I used to believe that if I thought hard enough, I’d find the answer. That one perfect sentence. That ah-ha! moment that would untangle the knot in my chest and make everything fall into place like a satisfying last puzzle piece.
Instead, I found loops. Spirals. Thought-chains that wrapped tighter the more I pulled.
Overthinking wears the mask of logic, but it’s really fear in a fancy suit. It shows up to every conversation like an uninvited guest, whispering worst-case scenarios in your ear like it’s helping. It sounds something like: “What if I said the wrong thing?” “What if they hate me?” “What if this one tiny awkward moment ruins everything forever and ever amen?”
And it’s sneaky. Because it feels productive. It feels like control. Like if you just think hard enough, you’ll protect yourself from regret, embarrassment, disappointment. If you rehearse the conversation a hundred times, it won’t hurt. If you prepare for every outcome, nothing will go wrong.
Spoiler: everything still goes wrong sometimes. And that’s okay.
Because the truth is—you can’t think your way out of what’s not a thinking problem. Overthinking is the fire and the smoke. It’s the storm and the radio static. It’s trying to fix the ache with the very tool that caused it.
Don’t get me wrong—thinking is a beautiful thing. When it’s grounded. When it’s kind. When it serves, not spirals.
But overthinking? That’s just mental cardio in a hamster wheel. It’s arguing with ghosts.

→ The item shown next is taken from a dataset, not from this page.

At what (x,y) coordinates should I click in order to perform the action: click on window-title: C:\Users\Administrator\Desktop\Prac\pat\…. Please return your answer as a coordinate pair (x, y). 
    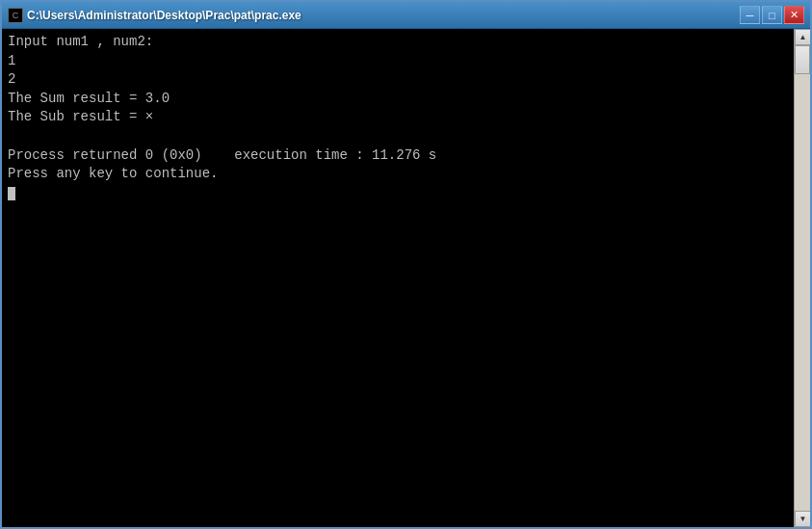
    Looking at the image, I should click on (164, 15).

It’s solving problems that haven’t happened, while ignoring the peace that could be happening right now.
So no, you can’t outthink it. But you can notice it. Call it by name. Smile at it like an old, familiar friend who means well but talks too much.

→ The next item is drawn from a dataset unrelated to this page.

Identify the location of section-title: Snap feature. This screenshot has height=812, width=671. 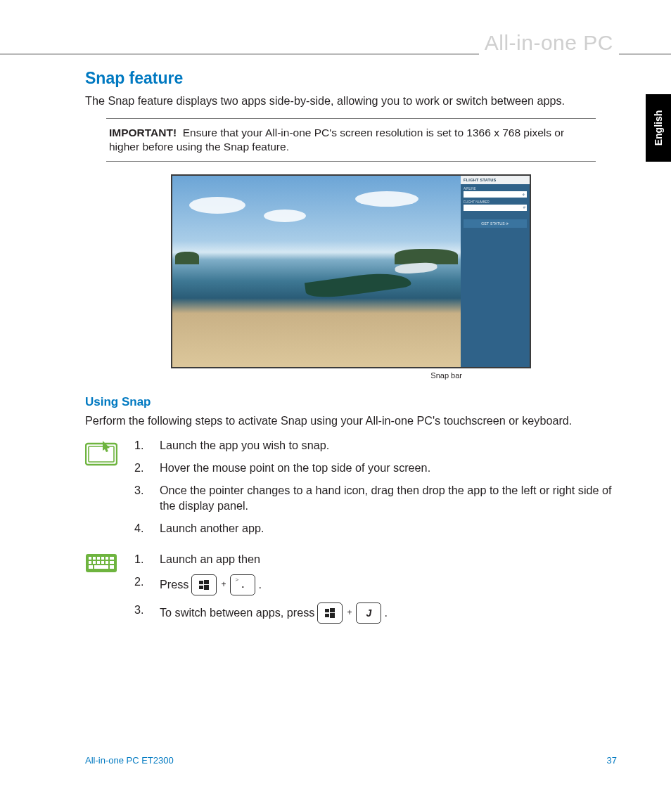
(351, 79).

You can take a breath. Put your phone down. Touch something real—your blanket, your tea, your own heartbeat. Let yourself laugh at how ridiculous your brain is being. Not to shame it, but to soften it.
Because here’s the gentle truth:
Peace isn’t something you solve. It’s something you allow. It comes quietly, when you stop chasing the perfect thought. When you stop being a detective in your own mind.
It sneaks in through the silence. Through the stillness. Through the mundane acts of self-kindness: a warm shower, a walk, a favorite playlist, a silly meme that makes you snort.
Even if just for a moment. Even if it starts with snacks. Even if it’s messy and imperfect and you have to remind yourself of it every single day.
That’s not failure. That’s healing.
And healing, my friend, doesn’t need overthinking. It just needs you.